Ernest Berk
[UK/DE]
Ernest Berk (1909-1993) was a pioneering choreographer, electronic music composer, improviser, dance therapist, and pedagogue whose versatile career spanned decades and reflected deep involvement in leftist politics and Buddhism. After establishing a career in Germany as a young man, the political climate preceding WWII led to his exile in Great Britain, where he remained until returning to Germany in the 1980s.
Berk was born in 1909 in Cologne to British and German parents. He pursued studies in music composition and violin as well as in dance and improvisation. His teachers in Cologne (among them the legendary Mary Wigman) were associated with the Dresden expressionist school, which emphasised non-Western dance traditions and integrated percussion performance and composition into choreography. These studies inspired Berk’s collection of folk instruments, which over the course of three decades grew to be one of the most expansive in Europe.
Berk presented his first solo choreography in 1929 and from then on was a highly sought-after performer and choreographer. In this early phase he met his future wife Lotte, who was also a dancer, and Jewish. In 1933, they founded the Ernest und Lotte Berk Schule. As members of the communist party, the Berks were strong adversaries of the Nazis. After Lotte was banned from performing in Germany in 1934, they relocated to Great Britain. There, over the decades, Berk deepened his interests in Buddhist, Tibetan, and Indian traditions, and worked with many non-European dancers. He also dedicated himself to the composition of electronic music and musique concrète, at first mainly for his own performances but then also for theatre, television, and film. As a composer, he would go on to collaborate with a variety of other experimental artists including pianist John Tilbury, composer Basil Kirchin, visual artist John Latham, and filmmaker David Gladwell. Over the years he became recognised as a pioneer in the British electronic music scene alongside figures like Daphne Oram and others at the BBC Radiophonic Workshop.
Throughout his entire career, Berk put great emphasis on pedagogy. In 1985, Berk returned to Germany and shortly thereafter began teaching music therapy and improvisation at both the performing arts and music departments at the HdK (now UdK) in Berlin. An unabashed nudist, lifelong eroticist, and practiced Buddhist, he was a charismatic personality and beloved teacher. As such he influenced an entire generation of European students and artists.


EXERCISE
Return, from the data that follows, each line that holds the word "Germany".

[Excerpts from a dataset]
____

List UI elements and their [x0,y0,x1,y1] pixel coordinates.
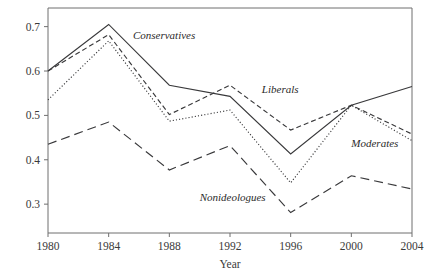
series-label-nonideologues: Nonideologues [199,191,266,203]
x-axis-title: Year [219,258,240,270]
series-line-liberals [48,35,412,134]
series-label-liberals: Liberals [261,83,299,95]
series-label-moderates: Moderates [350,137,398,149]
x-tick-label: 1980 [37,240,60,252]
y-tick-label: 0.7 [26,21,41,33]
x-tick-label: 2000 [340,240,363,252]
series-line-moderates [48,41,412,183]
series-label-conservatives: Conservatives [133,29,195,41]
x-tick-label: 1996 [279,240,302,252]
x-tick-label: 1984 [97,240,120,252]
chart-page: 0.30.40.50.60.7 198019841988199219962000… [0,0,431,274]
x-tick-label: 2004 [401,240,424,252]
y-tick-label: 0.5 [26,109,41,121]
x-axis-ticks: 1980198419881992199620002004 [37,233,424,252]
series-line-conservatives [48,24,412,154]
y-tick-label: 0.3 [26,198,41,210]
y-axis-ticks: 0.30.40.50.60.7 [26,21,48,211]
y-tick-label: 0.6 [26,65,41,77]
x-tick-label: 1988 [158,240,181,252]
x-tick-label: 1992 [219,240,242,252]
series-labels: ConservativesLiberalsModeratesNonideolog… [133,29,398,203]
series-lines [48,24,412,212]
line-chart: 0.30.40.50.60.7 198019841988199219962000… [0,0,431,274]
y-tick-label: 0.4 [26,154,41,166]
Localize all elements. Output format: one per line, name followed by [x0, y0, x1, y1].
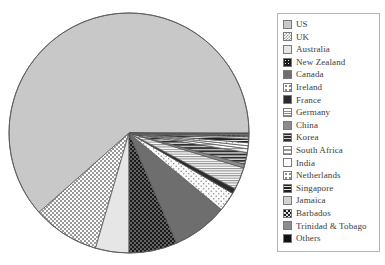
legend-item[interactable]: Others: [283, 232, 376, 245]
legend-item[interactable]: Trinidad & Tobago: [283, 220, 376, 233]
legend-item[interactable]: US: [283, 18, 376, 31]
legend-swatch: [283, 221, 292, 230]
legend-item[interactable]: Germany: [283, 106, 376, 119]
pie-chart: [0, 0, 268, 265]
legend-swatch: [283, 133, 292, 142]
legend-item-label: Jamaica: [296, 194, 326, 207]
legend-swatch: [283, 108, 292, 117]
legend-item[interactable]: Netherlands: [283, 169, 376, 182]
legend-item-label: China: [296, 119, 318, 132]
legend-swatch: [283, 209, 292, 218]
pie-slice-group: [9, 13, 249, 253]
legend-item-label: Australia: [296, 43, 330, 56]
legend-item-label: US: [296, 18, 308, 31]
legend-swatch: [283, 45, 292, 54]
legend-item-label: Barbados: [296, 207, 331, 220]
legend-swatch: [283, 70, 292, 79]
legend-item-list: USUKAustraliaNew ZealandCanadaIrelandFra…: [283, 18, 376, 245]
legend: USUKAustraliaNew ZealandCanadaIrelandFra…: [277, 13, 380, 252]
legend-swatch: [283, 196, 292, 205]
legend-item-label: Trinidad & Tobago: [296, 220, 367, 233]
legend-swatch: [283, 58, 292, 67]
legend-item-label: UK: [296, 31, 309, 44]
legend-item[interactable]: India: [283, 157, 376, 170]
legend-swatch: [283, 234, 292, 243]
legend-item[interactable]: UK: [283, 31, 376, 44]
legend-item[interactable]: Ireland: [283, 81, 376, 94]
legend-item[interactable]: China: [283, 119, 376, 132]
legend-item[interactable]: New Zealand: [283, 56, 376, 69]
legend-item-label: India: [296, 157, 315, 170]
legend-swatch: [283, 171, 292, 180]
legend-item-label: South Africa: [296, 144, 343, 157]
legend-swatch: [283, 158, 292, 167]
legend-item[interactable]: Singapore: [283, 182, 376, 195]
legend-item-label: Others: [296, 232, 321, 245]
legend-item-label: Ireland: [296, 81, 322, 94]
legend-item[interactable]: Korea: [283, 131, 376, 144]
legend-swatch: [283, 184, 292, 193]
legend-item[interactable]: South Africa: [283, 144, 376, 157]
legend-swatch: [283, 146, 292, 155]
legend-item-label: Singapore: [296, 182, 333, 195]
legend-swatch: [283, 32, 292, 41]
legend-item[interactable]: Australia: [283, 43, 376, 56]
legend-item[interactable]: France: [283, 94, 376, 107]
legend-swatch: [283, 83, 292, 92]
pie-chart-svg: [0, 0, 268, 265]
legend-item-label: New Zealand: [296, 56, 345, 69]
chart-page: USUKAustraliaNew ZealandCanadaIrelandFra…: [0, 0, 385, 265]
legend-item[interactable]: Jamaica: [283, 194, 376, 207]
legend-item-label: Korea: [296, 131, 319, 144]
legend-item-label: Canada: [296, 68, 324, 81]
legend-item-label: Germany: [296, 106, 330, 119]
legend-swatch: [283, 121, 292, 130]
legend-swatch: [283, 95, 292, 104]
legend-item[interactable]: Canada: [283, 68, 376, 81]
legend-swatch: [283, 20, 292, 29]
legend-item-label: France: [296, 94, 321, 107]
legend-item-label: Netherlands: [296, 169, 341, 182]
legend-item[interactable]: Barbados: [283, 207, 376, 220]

____

EXERCISE SOLUTION
legend-item[interactable]: Germany: [283, 106, 376, 119]
legend-item-label: Germany: [296, 106, 330, 119]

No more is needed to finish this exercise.